People Profile: Jan Burleson

This article was originally published in the Daily Post Athenian in Athens, Tennessee on January 11, 2019.

“Rochambeau Drawings 2012-2013” is a collection of drawings by Athens artist, Jan Burleson. In honor of the artist’s first solo show, and in the spirit of dreamers everywhere, I’d like to share again her story, as printed in this publication on May 31, 2017: Jan Burleson, a local artist, has a piece in Knoxville’s Dogwood Arts Exhibition.

Reflecting on the three juried art exhibits that have included her work since she earned her Bachelors of Fine Arts in December, it occurred to me that she, my mother, would make a good subject for a column. She agreed, conditionally.

The condition: I am to write this article not about her, but, instead, about the painting in the Dogwood Arts Exhibit. Well, mom, let’s pretend this is the first and last time I’ll act against your wishes.

I suppose it’s common for a young woman to uphold her own mother as a personal hero.

I am fortunate, not only to have a mother who has encouraged me unceasingly, but also to have witnessed my brave mother listen to the quiet, constant yearning of her own, and achieve a lifelong dream.

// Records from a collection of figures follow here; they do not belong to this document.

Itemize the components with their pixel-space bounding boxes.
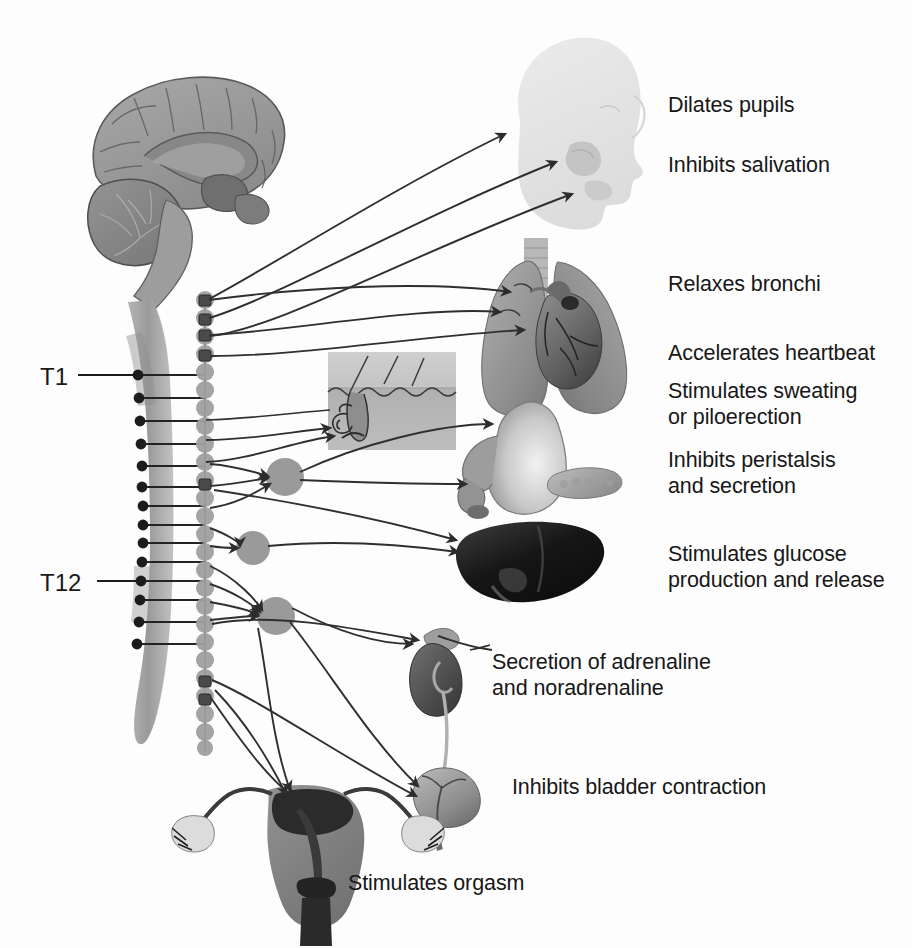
segment-label-t1: T1 — [40, 363, 68, 391]
skin-inset-connector — [206, 410, 330, 420]
kidney-with-adrenal-gland — [410, 629, 462, 771]
segment-leader-lines — [78, 375, 141, 581]
label-stimulates-sweating-line1: Stimulates sweating — [668, 378, 857, 404]
label-stimulates-sweating-line2: or piloerection — [668, 404, 802, 430]
label-relaxes-bronchi: Relaxes bronchi — [668, 271, 821, 297]
label-inhibits-peristalsis-line2: and secretion — [668, 473, 796, 499]
label-inhibits-peristalsis-line1: Inhibits peristalsis — [668, 447, 836, 473]
label-stimulates-glucose-line2: production and release — [668, 567, 885, 593]
stomach-duodenum-pancreas — [458, 402, 622, 519]
uterus-with-ovaries — [172, 785, 445, 946]
skin-hair-follicle-sweat-gland-inset — [328, 352, 456, 450]
brain-sagittal-section — [88, 77, 285, 310]
label-stimulates-glucose-line1: Stimulates glucose — [668, 541, 847, 567]
figure-canvas: T1 T12 Dilates pupils Inhibits salivatio… — [0, 0, 912, 948]
inferior-mesenteric-ganglion — [257, 597, 295, 635]
label-accelerates-heartbeat: Accelerates heartbeat — [668, 340, 875, 366]
sympathetic-ganglion-chain — [196, 291, 214, 756]
label-secretion-adrenaline-line2: and noradrenaline — [492, 675, 664, 701]
superior-mesenteric-ganglion — [236, 531, 270, 565]
label-inhibits-salivation: Inhibits salivation — [668, 152, 830, 178]
lungs-and-heart — [482, 238, 627, 416]
head-profile-silhouette — [518, 37, 645, 229]
label-stimulates-orgasm: Stimulates orgasm — [348, 870, 524, 896]
spinal-cord — [126, 300, 173, 744]
label-dilates-pupils: Dilates pupils — [668, 92, 794, 118]
celiac-ganglion — [266, 458, 304, 496]
segment-label-t12: T12 — [40, 569, 81, 597]
label-inhibits-bladder-contraction: Inhibits bladder contraction — [512, 774, 766, 800]
label-secretion-adrenaline-line1: Secretion of adrenaline — [492, 649, 711, 675]
liver — [456, 522, 604, 602]
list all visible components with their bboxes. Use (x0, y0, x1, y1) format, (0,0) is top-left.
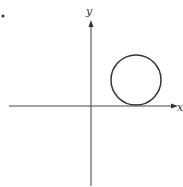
x-axis (9, 104, 178, 109)
bullet-marker (2, 15, 5, 18)
x-axis-label: x (177, 101, 183, 114)
y-axis (89, 20, 94, 186)
circle-shape (111, 55, 161, 105)
coordinate-diagram: x y (0, 0, 183, 187)
y-axis-label: y (85, 5, 93, 18)
y-axis-arrow-icon (89, 20, 94, 27)
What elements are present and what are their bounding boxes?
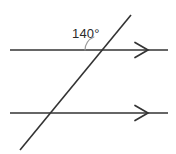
angle-label: 140° <box>72 26 100 41</box>
geometry-figure: 140° <box>0 0 176 154</box>
figure-canvas: 140° <box>0 0 176 154</box>
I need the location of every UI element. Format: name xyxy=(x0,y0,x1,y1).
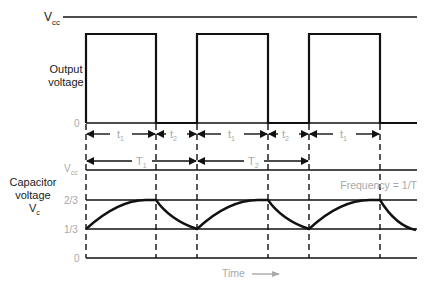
level-2-3: 2/3 xyxy=(64,195,78,206)
capacitor-label-3: Vc xyxy=(29,202,40,216)
timing-diagram-svg: Vcc Output voltage 0 t1 t2 t1 t2 t1 xyxy=(0,0,428,287)
capacitor-label-2: voltage xyxy=(15,189,50,201)
interval-t2-a: t2 xyxy=(170,128,177,142)
interval-t1-b: t1 xyxy=(228,128,235,142)
capacitor-voltage-panel: Capacitor voltage Vc Vcc 2/3 1/3 0 Frequ… xyxy=(9,163,417,264)
period-T1: T1 xyxy=(136,155,147,169)
interval-t2-b: t2 xyxy=(282,128,289,142)
time-axis: Time xyxy=(222,267,279,279)
interval-arrows: t1 t2 t1 t2 t1 xyxy=(87,128,379,142)
timing-diagram: Vcc Output voltage 0 t1 t2 t1 t2 t1 xyxy=(0,0,428,287)
frequency-annotation: Frequency = 1/T xyxy=(340,179,417,191)
capacitor-label-1: Capacitor xyxy=(9,176,56,188)
time-label: Time xyxy=(222,267,245,279)
zero-label-top: 0 xyxy=(74,118,80,129)
output-voltage-panel: Vcc Output voltage 0 xyxy=(44,10,417,129)
interval-t1-a: t1 xyxy=(117,128,124,142)
interval-t1-c: t1 xyxy=(340,128,347,142)
level-0: 0 xyxy=(74,253,80,264)
output-voltage-label-2: voltage xyxy=(48,76,83,88)
output-voltage-label-1: Output xyxy=(49,63,82,75)
period-T2: T2 xyxy=(248,155,259,169)
capacitor-charge-curve xyxy=(86,200,416,230)
vcc-label: Vcc xyxy=(44,10,60,27)
square-wave xyxy=(86,34,417,123)
level-vcc: Vcc xyxy=(64,163,78,176)
time-guides xyxy=(86,124,380,258)
level-1-3: 1/3 xyxy=(64,224,78,235)
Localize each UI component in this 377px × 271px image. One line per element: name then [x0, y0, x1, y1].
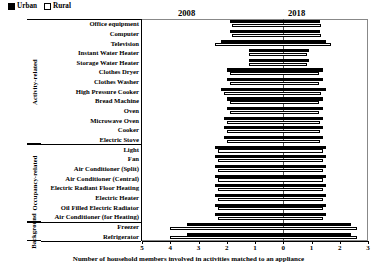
bar-urban: [215, 204, 325, 207]
x-axis-tick-label: 3: [197, 244, 201, 252]
bar-urban: [227, 107, 323, 110]
group-separator: [41, 144, 141, 145]
group-bracket-label: Activity-related: [31, 59, 38, 105]
x-axis-tick-label: 5: [140, 244, 144, 252]
bar-urban: [230, 20, 320, 23]
bar-urban: [227, 78, 323, 81]
bar-rural: [218, 178, 323, 181]
category-label: Clothes Dryer: [99, 68, 139, 75]
bar-rural: [230, 82, 319, 85]
category-label: Television: [111, 40, 139, 47]
group-bracket: Occupancy-related: [27, 144, 41, 221]
bar-rural: [232, 34, 321, 37]
bar-rural: [230, 72, 319, 75]
label-column-rule: [41, 19, 141, 20]
category-label: Oven: [124, 107, 139, 114]
bar-rural: [227, 140, 320, 143]
bar-rural: [218, 217, 323, 220]
category-label: Refrigerator: [103, 233, 139, 240]
category-label: Microwave Oven: [90, 117, 139, 124]
category-label: Electric Heater: [95, 194, 139, 201]
category-label: Air Conditioner (Split): [74, 165, 139, 172]
group-bracket: Activity-related: [27, 19, 41, 144]
bar-urban: [224, 117, 323, 120]
bar-rural: [218, 188, 323, 191]
category-label: Electric Stove: [99, 136, 139, 143]
bar-rural: [224, 92, 321, 95]
plot-area: [142, 19, 368, 241]
x-axis: 543210123: [142, 241, 368, 253]
bar-urban: [249, 59, 308, 62]
bar-urban: [215, 194, 325, 197]
bar-rural: [170, 227, 356, 230]
category-label-column: Office equipmentComputerTelevisionInstan…: [41, 19, 142, 241]
bar-urban: [215, 213, 325, 216]
bar-rural: [249, 63, 307, 66]
bar-rural: [227, 121, 320, 124]
bar-urban: [224, 126, 323, 129]
bar-urban: [221, 40, 326, 43]
bar-urban: [215, 175, 325, 178]
legend-item-urban: Urban: [8, 2, 37, 10]
x-axis-tick-label: 0: [282, 244, 286, 252]
chart-legend: Urban Rural: [8, 2, 71, 10]
bar-rural: [218, 198, 323, 201]
label-column-rule: [41, 241, 141, 242]
category-label: Oil Filled Electric Radiator: [61, 204, 139, 211]
legend-swatch-urban-icon: [8, 3, 15, 10]
bar-urban: [224, 136, 323, 139]
group-bracket-label: Background: [31, 213, 37, 249]
bar-urban: [215, 165, 325, 168]
x-axis-tick-label: 2: [225, 244, 229, 252]
x-axis-tick-label: 1: [310, 244, 314, 252]
group-bracket-column: Activity-relatedOccupancy-relatedBackgro…: [27, 19, 41, 241]
bar-rural: [218, 207, 323, 210]
category-label: Office equipment: [89, 20, 139, 27]
bar-urban: [221, 88, 326, 91]
x-axis-title: Number of household members involved in …: [0, 255, 377, 263]
bar-urban: [215, 155, 325, 158]
bar-rural: [218, 159, 323, 162]
bar-rural: [230, 111, 319, 114]
bar-rural: [249, 53, 307, 56]
legend-label-urban: Urban: [17, 2, 37, 10]
category-label: Air Conditioner (Central): [65, 175, 139, 182]
bar-rural: [218, 169, 323, 172]
bar-urban: [230, 30, 320, 33]
category-label: Light: [123, 146, 139, 153]
group-separator: [41, 222, 141, 223]
bar-rural: [218, 149, 323, 152]
bar-urban: [249, 49, 308, 52]
bar-rural: [170, 236, 356, 239]
x-axis-tick-label: 3: [366, 244, 370, 252]
bar-urban: [227, 68, 323, 71]
category-label: Freezer: [117, 223, 139, 230]
x-axis-tick-label: 4: [169, 244, 173, 252]
bar-urban: [187, 223, 351, 226]
category-label: Air Conditioner (for Heating): [54, 213, 139, 220]
group-bracket: Background: [27, 222, 41, 241]
bar-urban: [215, 146, 325, 149]
bar-urban: [227, 97, 323, 100]
group-bracket-label: Occupancy-related: [31, 156, 38, 211]
category-label: Fan: [128, 155, 139, 162]
category-label: Computer: [110, 30, 139, 37]
year-label-2008: 2008: [178, 8, 195, 18]
category-label: Instant Water Heater: [78, 49, 139, 56]
legend-label-rural: Rural: [53, 2, 71, 10]
bar-rural: [230, 101, 319, 104]
chart-container: Urban Rural 2008 2018 Activity-relatedOc…: [0, 0, 377, 271]
category-label: Electric Radiant Floor Heating: [51, 184, 139, 191]
legend-item-rural: Rural: [44, 2, 71, 10]
bar-rural: [215, 43, 331, 46]
legend-swatch-rural-icon: [44, 3, 51, 10]
category-label: Bread Machine: [95, 97, 139, 104]
bar-rural: [232, 24, 321, 27]
x-axis-tick-label: 1: [253, 244, 257, 252]
category-label: High Pressure Cooker: [76, 88, 139, 95]
bar-urban: [187, 233, 351, 236]
bar-rural: [227, 130, 320, 133]
category-label: Clothes Washer: [94, 78, 139, 85]
category-label: Cooker: [118, 126, 139, 133]
category-label: Storage Water Heater: [76, 59, 139, 66]
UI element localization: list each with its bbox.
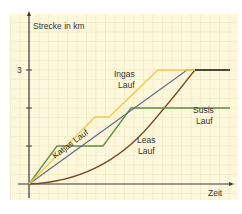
y-tick-label-3: 3 xyxy=(17,65,22,75)
x-axis-label: Zeit xyxy=(208,188,222,198)
distance-time-chart: Katjas Lauf Strecke in km 3 Zeit Ingas L… xyxy=(0,0,242,214)
label-inga-2: Lauf xyxy=(118,80,135,90)
label-susi-1: Susis xyxy=(193,105,214,115)
label-lea-1: Leas xyxy=(137,135,155,145)
label-lea-2: Lauf xyxy=(138,146,155,156)
y-axis-label: Strecke in km xyxy=(33,21,85,31)
label-inga-1: Ingas xyxy=(114,69,135,79)
label-susi-2: Lauf xyxy=(196,116,213,126)
y-axis-arrow-icon xyxy=(27,11,31,16)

Jan Burleson graduated high school and wanted to study art. After a few semesters at East Tennessee State University, pragmatism overruled her desire to create and gave way to a new desire to help the world. She completed her BS in Social Welfare and went on to earn a Masters of Science in Social Work from the University of Tennessee. The Department of Human Services, which funded her MSSW, brought her to Athens, where she acted as department supervisor. She later worked for Hiwassee Mental Health Center, in Dr. Shoemaker’s practice in Cleveland, and in the early 1990s opened a private social work practice with colleague and friend, Julie Holt.

Unaccustomed to life in a smaller town, Jan returned to her creative inclinations to pass the evenings and build relationships. She took watercolor classes from both Betty Grater and Frances Graves, was active in the formative years of Athens Community Theatre, and took an evening photography class at Cleveland State Community College. Photography was an early shared love between Jan and my father, who built a dark room in a “cave” in her house, and later, as I recall, built one from trash bags in the basement of our house on Walcon Lane.

Mom took that photography class for years – before I was born and throughout my middle and high school years. What began as “something creative to do in the evening” grew into something much deeper, a way of kindling her long felt need to make art.

“To speak about what one can experience in a dark room is another thing,” Jan mused, “what it’s like to be under the safelight in the solitude and solace of a dark room, and to see an image come to life is transcendent.”

The notion that art is transcendent is the theme of the painting that is supposed to be the subject of this article. I will tell you about it, because it’s important, but I’d like to finish mom’s story first.

I know that art is powerful because I have watched it be a source of inspiration and expression, growth, and renewal for my mother my entire life. “Someday I will go back,” was a refrain Jan held on to for years of photography class and home studio work.

“Anyone who has had a desire, a need, to make art,” Jan spoke quietly, “knows that it is a need of the soul and spirit, an urge that can’t be put into words.”

In 2007, after both her parents, for whom she had cared for many years, departed this life and their house was sold, Jan committed to nurturing her urge to make art and “went back” to earn a BFA. She began with fundamental courses at Cleveland State and, after transferring to the University of Tennessee at Chattanooga, was accepted into their competitive Painting & Drawing program. Our courses intersected at UTC while I was earning my master’s and we often had coffee or lunch, bemoaned a paper due (that was me, mom loves writing papers), and mom even crashed on my couch once or twice, hours short of pulling an “all-nighter.”

In December 2016, Jan Burleson graduated from UTC with her BFA. She didn’t walk and hasn’t allowed any pomp or circumstance about that or her retirement from private practice. I offered that as evidence as to why she should let me write a newspaper article about her achievement. She sighed and smiled. “Well, it does matter to me that this story could be an inspiration to other people, on whatever level in whatever way, it’s okay to believe you can do something ‘impossible’.”